1936-02-24

WAKEFIELD POOLE (né Walter Wakefield Poole III) was born on this date (d: 2021) was an American dancer, choreographer, theatrical director, and pioneering film director in the gay pornography industry during the 1970s and 1980s.

Poole was born in Salisbury, North Carolina, and was raised both there and in Jacksonville, Florida, where his family later moved. He joined the Ballet Russe de Monte Carlo in 1957 and later became a dancer, choreographer, and director on television and Broadway. From 1964 to 1968, Poole was married to Nancy Van Rijn, a Broadway performer and choreographer.

In the late 1960s, Poole and his lover Peter Schneckenburger (later known as Peter Fisk, star of Boys in the Sand) began experimenting with film and multimedia shows, culminating in a multimedia gallery show for Broadway poster artist David Edward Byrd at the Triton Gallery in New York. Poole made his directorial film debut with Boys in the Sand (1971). When Boys in the Sand opened at the now gone 55th Street Playhouse in Manhattan, it became the talk of the town. The sex it portrayed between Adonic men frolicking in the Pines came across to viewers as blissful and guilt-free. Soon, celebrities like Liza Minnelli, Rudolf Nureyev and Halston were also lining up to see it.

In a memoir, “Dirty Poole,” published in 2000, he related how, during the film’s release, its producer sneakily bought an ad for it in The New York Times, leading Mr. Poole to speculate that the paper’s advertising department may not have looked at it too closely. Variety reviewed the movie, a rare instance of critical coverage of hard-core gay pornography by a mainstream publication (though it took a dim view of the film). Even its marquee billing challenged precedent: It displayed Mr. Poole’s real name.

He and Boys in the Sand producer Marvin Shulman made another film the following year entitled Bijou, starring Bill Harrison.

Poole and Shulman then attempted to make a crossover film, Wakefield Poole’s Bible, a trio of Old Testament stories focusing on female Biblical figures and starring Georgina Spelvin as a comic Bathsheba. The film was unsuccessful with audiences, though well received by the few critics who saw it. A number of Poole’s films starred Casey Donovan, one of the best known porn stars of his time. One of them, Moving! (1974) challenged what Poole in a 1978 interview called the “middle-class values” of “the vast majority of gays” with its lengthy and graphic fisting scenes, which Poole considered important as “one interpretation of reality related man-to-man.”

Poole said that he stopped making films because of “the AIDS situation. I lost my fanbase to AIDS.” In the same interview, Poole said that he had been a heavy cocaine user, and that “cocaine saved my life,” because it made him unable to have sex. After his filmmaking career, he studied at the French Culinary Institute and worked in the food services industry until retiring to Jacksonville.

Poole appears as himself in the film documentaries Ballets RussesThat Man: Peter Berlin, and Where Ocean Meets Sky. In 2000, Alyson Books published his autobiography Dirty Poole: the Autobiography of a Gay Porn Pioneer.

A film documentary based on the autobiography, entitled I Always Said Yes: The Many Lives of Wakefield Poole, was directed and produced by Jim Tushinski (director of That Man: Peter Berlin) in 2013. Poole died at a nursing home in Jacksonville on October 27, 2021, at age 85.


_What you should do_: Only some lines are wanted: please transcribe exactly those from the one containing "Where would I find jeans?" through the end of the data, pictures excluded.

Saved data entries
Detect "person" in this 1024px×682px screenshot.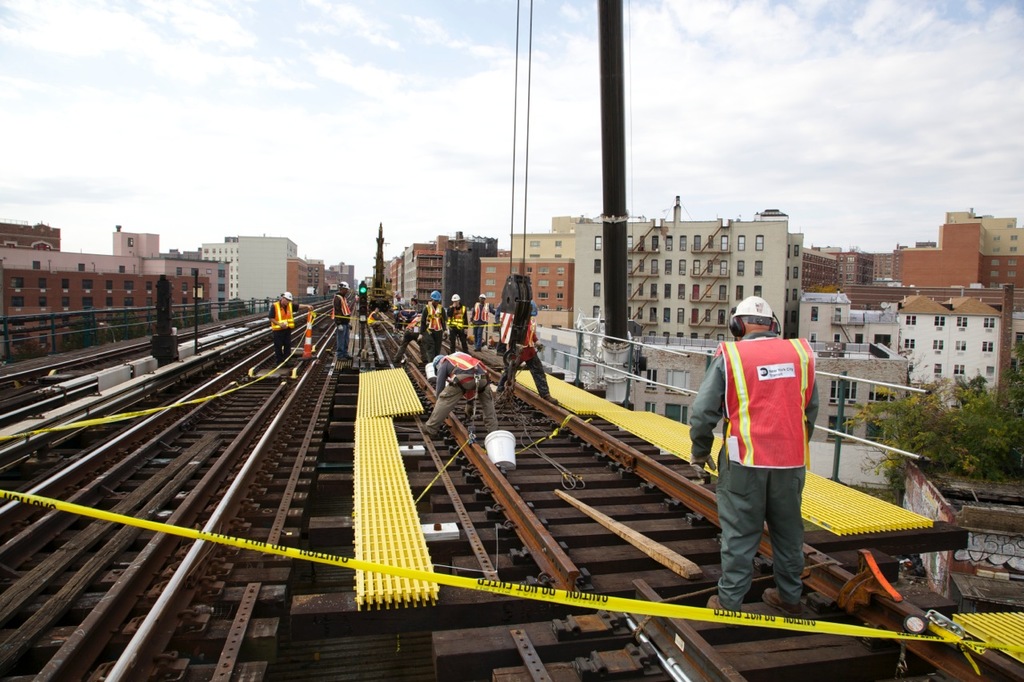
Detection: locate(422, 349, 500, 437).
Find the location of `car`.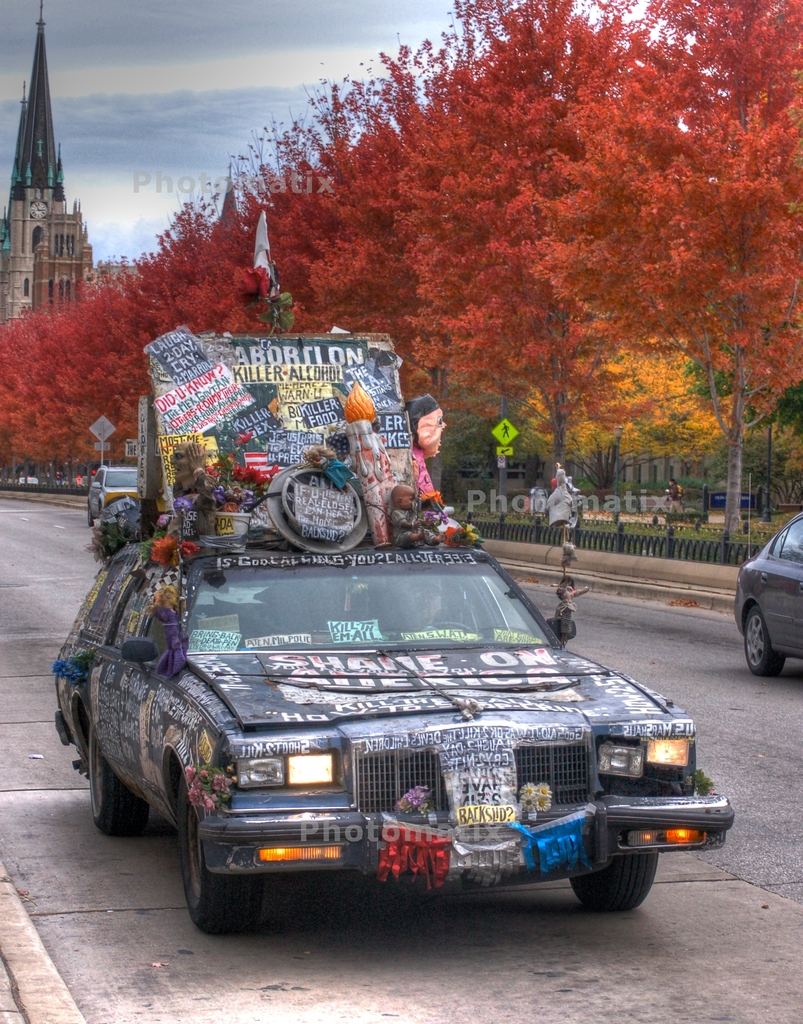
Location: [x1=47, y1=543, x2=734, y2=937].
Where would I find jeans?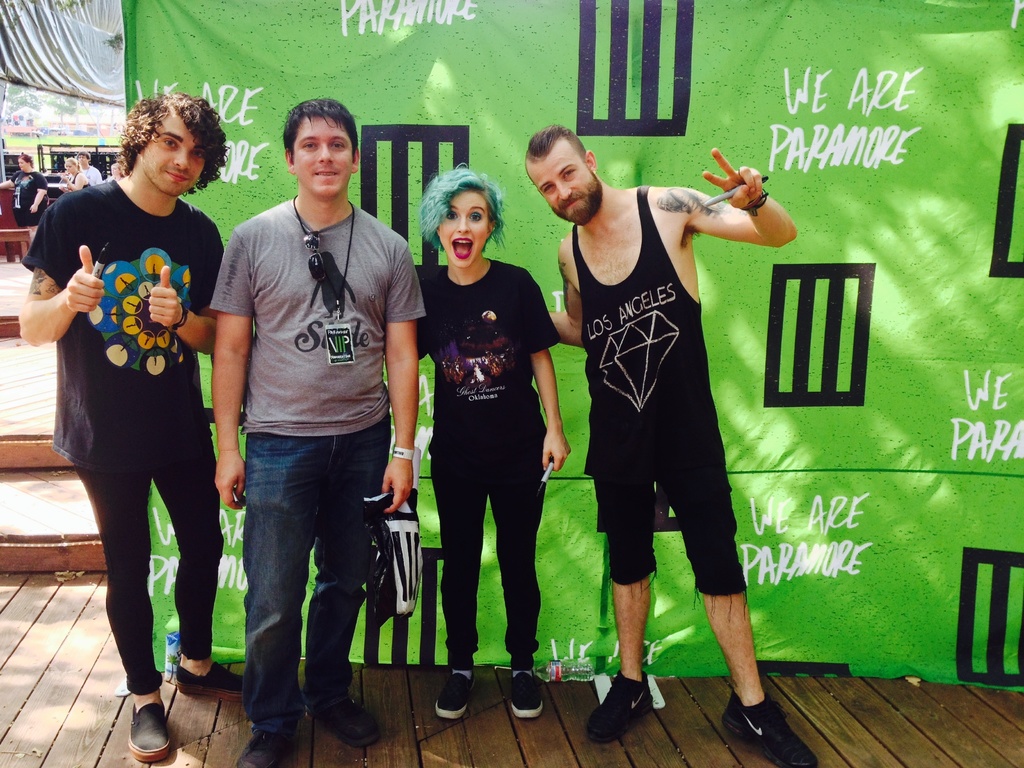
At l=424, t=451, r=555, b=657.
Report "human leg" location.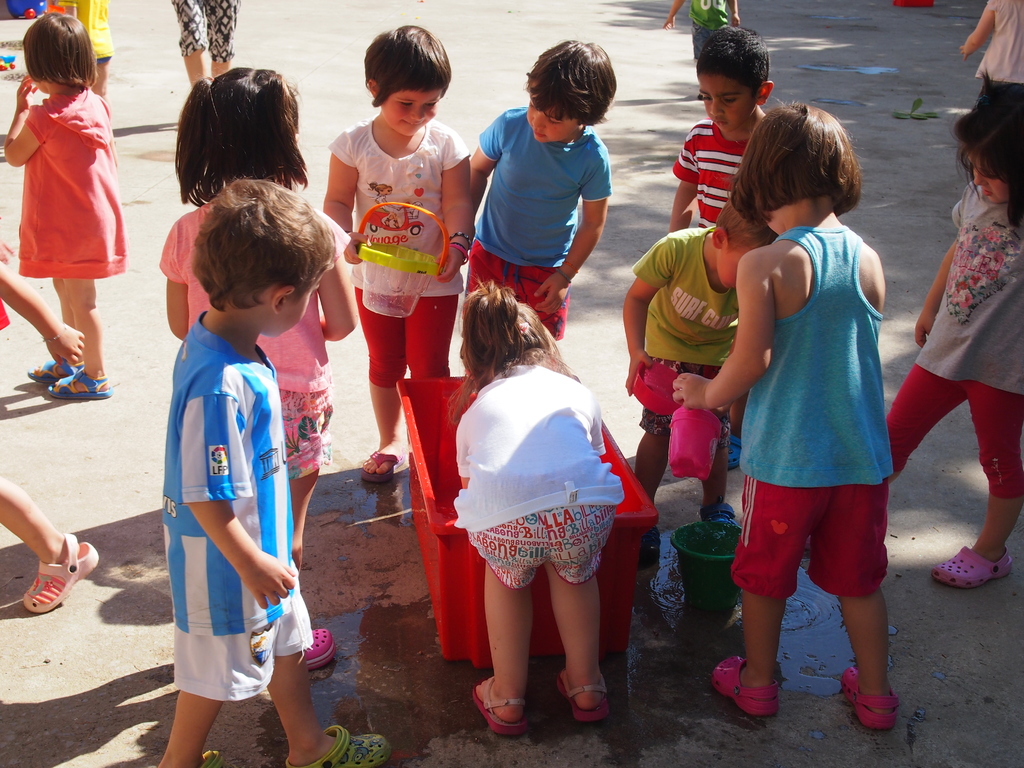
Report: bbox=[169, 0, 216, 88].
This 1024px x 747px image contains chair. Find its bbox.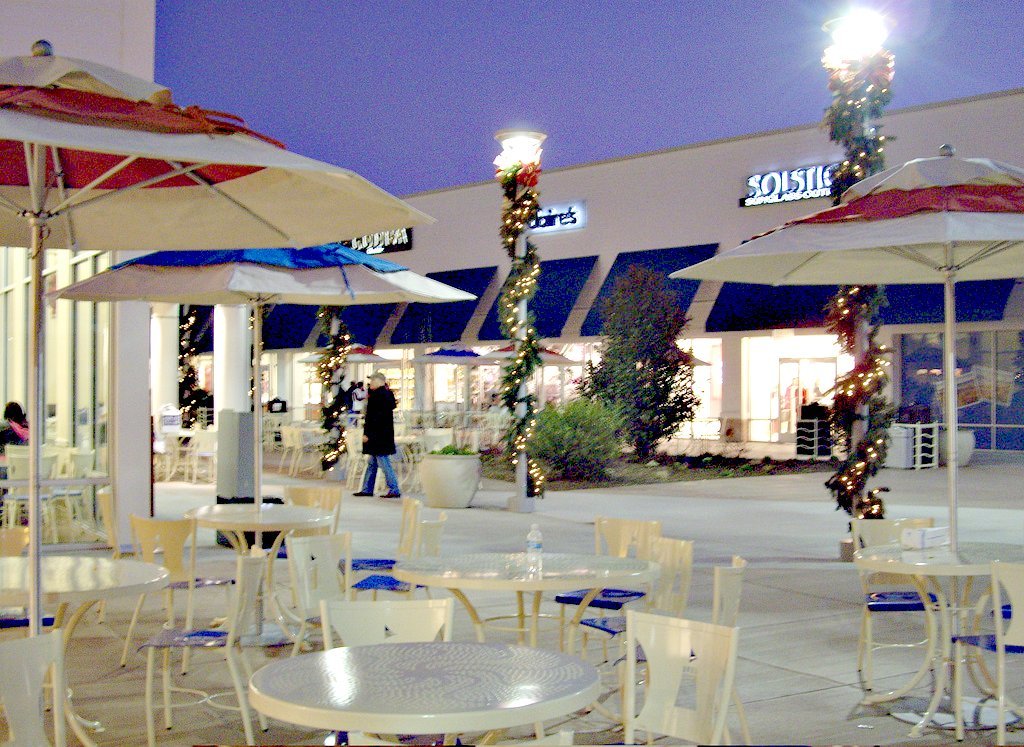
detection(119, 513, 239, 638).
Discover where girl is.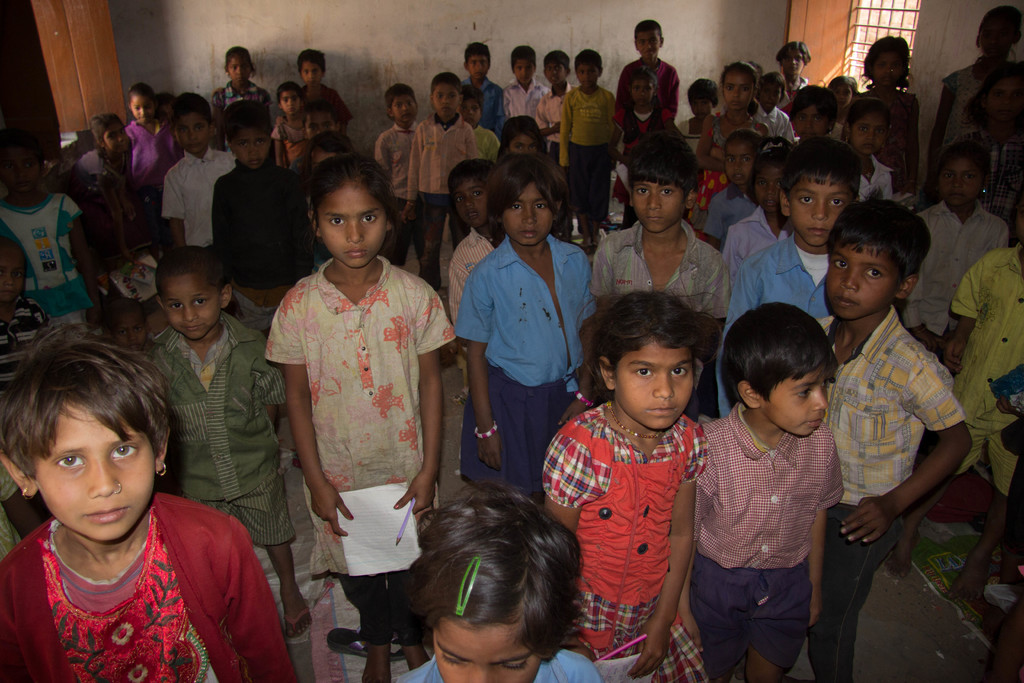
Discovered at region(255, 148, 455, 682).
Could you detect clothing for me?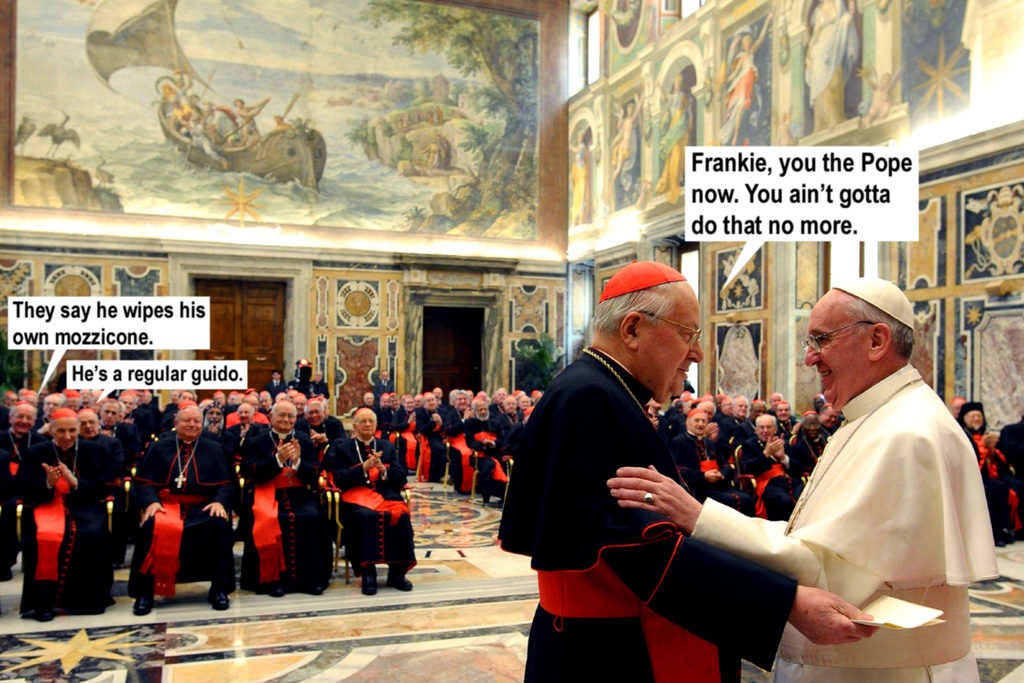
Detection result: left=417, top=407, right=447, bottom=483.
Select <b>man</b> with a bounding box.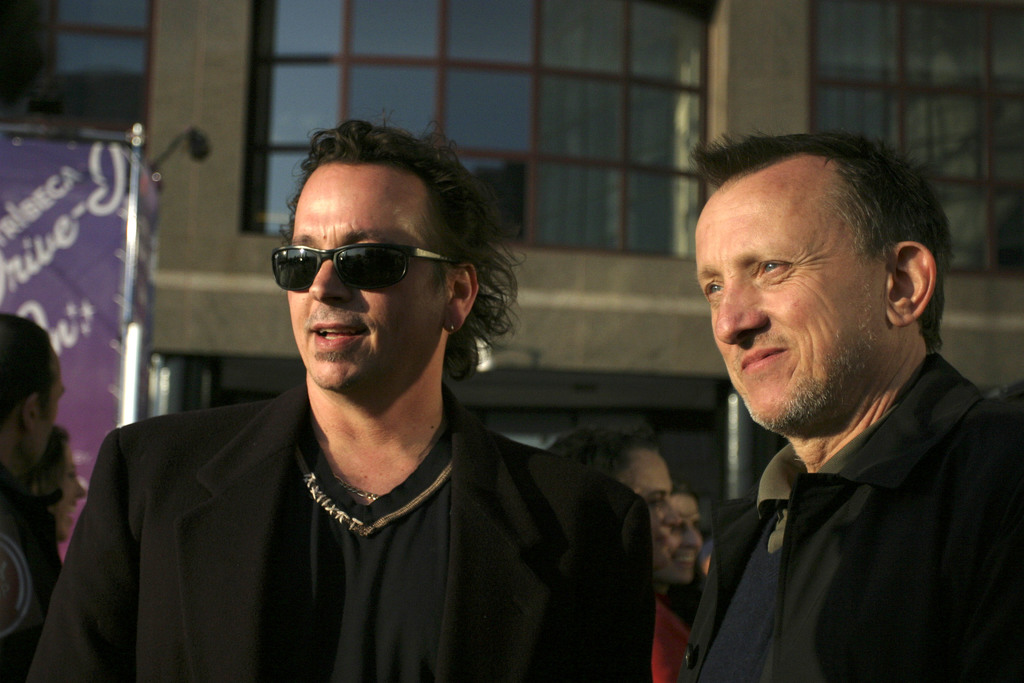
<box>27,109,654,682</box>.
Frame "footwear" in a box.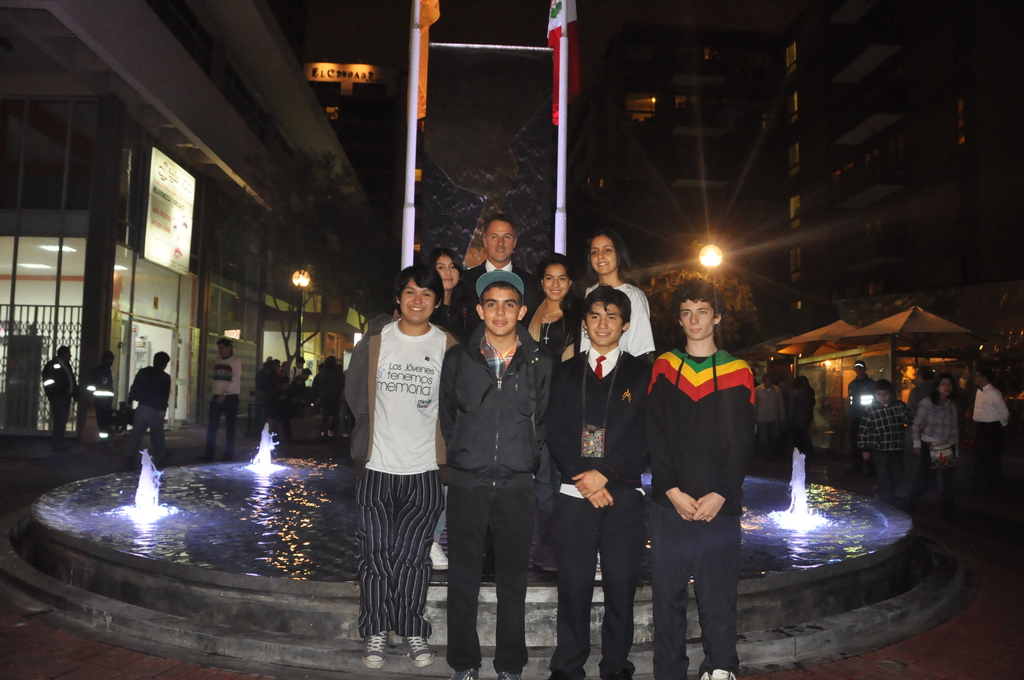
pyautogui.locateOnScreen(497, 670, 520, 679).
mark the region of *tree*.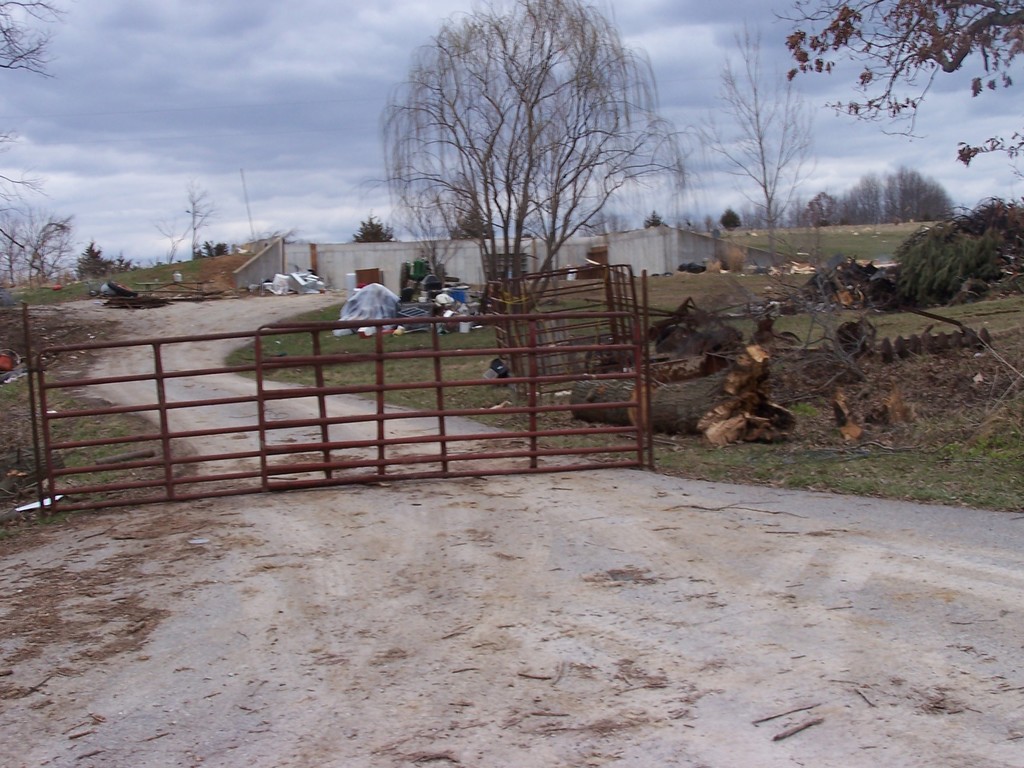
Region: box(675, 16, 826, 274).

_Task result_:
Where would I find jeans?
At l=424, t=451, r=555, b=657.
Report "human leg" location.
Report: bbox=[169, 0, 216, 88].
This 1024px x 747px image contains chair. Find its bbox.
detection(119, 513, 239, 638).
Discover where girl is.
Discovered at region(255, 148, 455, 682).
Could you detect clothing for me?
Detection result: left=417, top=407, right=447, bottom=483.
Select <b>man</b> with a bounding box.
<box>27,109,654,682</box>.
Frame "footwear" in a box.
pyautogui.locateOnScreen(497, 670, 520, 679).
mark the region of *tree*.
Region: box(675, 16, 826, 274).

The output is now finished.